Friston insists that the self is a narrative, a tool for stitching together experience across time. In deep meditation, I have seen this story unravel. The idea of “me” dissolves, and what remains is the silent witness. Adi Shankara reminds us: “You are not the body, nor the mind. You are the Atman, ever free, eternal.” Neuroscience now whispers a similar truth: that selfhood may not be essential to biological organization, but an emergent property of systems capable of modeling their futures.

And what of noise? That ever-present buzz that Friston defines in two ways: either as true randomness (as in quantum fluctuations) or as prediction error (the surprise of not fitting our model). Michael Levin suggests that noise may also be a font of creativity, a source of novelty. Here, I hear the cosmic lila—the divine play—of Lalleshwari, who sang:

“I Lalla, entered through the garden gate of mine own mind and saw Shiva there, playing with Shakti.”

Creativity emerges in the gap between what is and what is expected. The Divine reveals itself not in certainty, but in the flowering unpredictability of life. That unpredictability is not an error—it is a doorway.

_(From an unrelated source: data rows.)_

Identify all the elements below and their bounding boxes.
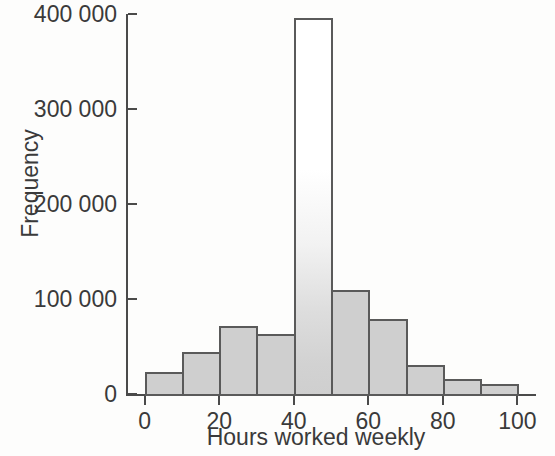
x-axis-label: Hours worked weekly [126,424,506,451]
y-tick-mark [128,298,137,300]
plot-area: 0100 000200 000300 000400 000 0204060801… [126,14,536,396]
histogram-bar [480,384,519,396]
y-tick-mark [128,393,137,395]
histogram-bar [406,365,445,396]
x-tick-mark [442,396,444,405]
x-tick-mark [293,396,295,405]
y-tick-label: 100 000 [34,286,117,313]
y-tick-mark [128,108,137,110]
x-tick-mark [218,396,220,405]
histogram-bar [443,379,482,396]
histogram-bar [256,334,295,396]
histogram-bar [182,352,221,396]
x-tick-mark [144,396,146,405]
y-tick-label: 300 000 [34,96,117,123]
y-tick-label: 400 000 [34,1,117,28]
histogram-figure: Frequency 0100 000200 000300 000400 000 … [0,0,555,456]
histogram-bar [368,319,407,396]
histogram-bar [145,372,184,396]
histogram-bar [219,326,258,396]
x-tick-mark [367,396,369,405]
y-tick-mark [128,203,137,205]
x-tick-mark [516,396,518,405]
y-axis-line [126,14,128,396]
histogram-bar [294,18,333,396]
y-tick-mark [128,13,137,15]
y-tick-label: 200 000 [34,191,117,218]
y-tick-label: 0 [104,381,117,408]
histogram-bar [331,290,370,397]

Friston also asks whether the self must include the ability to imagine counterfactuals—to mentally simulate possible futures and choose among them. This ability, he suggests, may distinguish authentic agents from mere reactive organisms. In my own spiritual path, I’ve seen this as the dawning of viveka—discrimination—taught by Shankara as the beginning of liberation. When I can imagine my future not just as dictated by karma, but as chosen through intention, I take my first step toward conscious evolution.

All of this brings me back to a core tenet of my spiritual journey: that consciousness is primary. That what we call "the universe" is a theater in which the soul unfolds its lessons across lifetimes. That, in Yogananda’s words, “Each one of us is the expression of a cosmic drama that must return to the Author.”

What Levin and Friston discuss in the language of Bayesian inference and Markov blankets, I experience as a mystical process: the soul co-creating its destiny, ever free to change the story it tells itself, provided it awakens to the fact that it is the storyteller.

To those of you who find inspiration in both science and spirituality, I invite you to explore this dialogue for yourself. The full video is available here: The Self and the Brain | Friston & Levin

And if this fusion of neuroscience and nonduality resonates with you—if you, like me, feel the call to reconcile the wisdom of the sages with the insights of the lab coat mystics—join the conversation. Leave a comment, subscribe to my newsletter, or reach out with your own reflections.

We are, after all, stories telling themselves.

And I, in this moment, am grateful to be telling this one with you.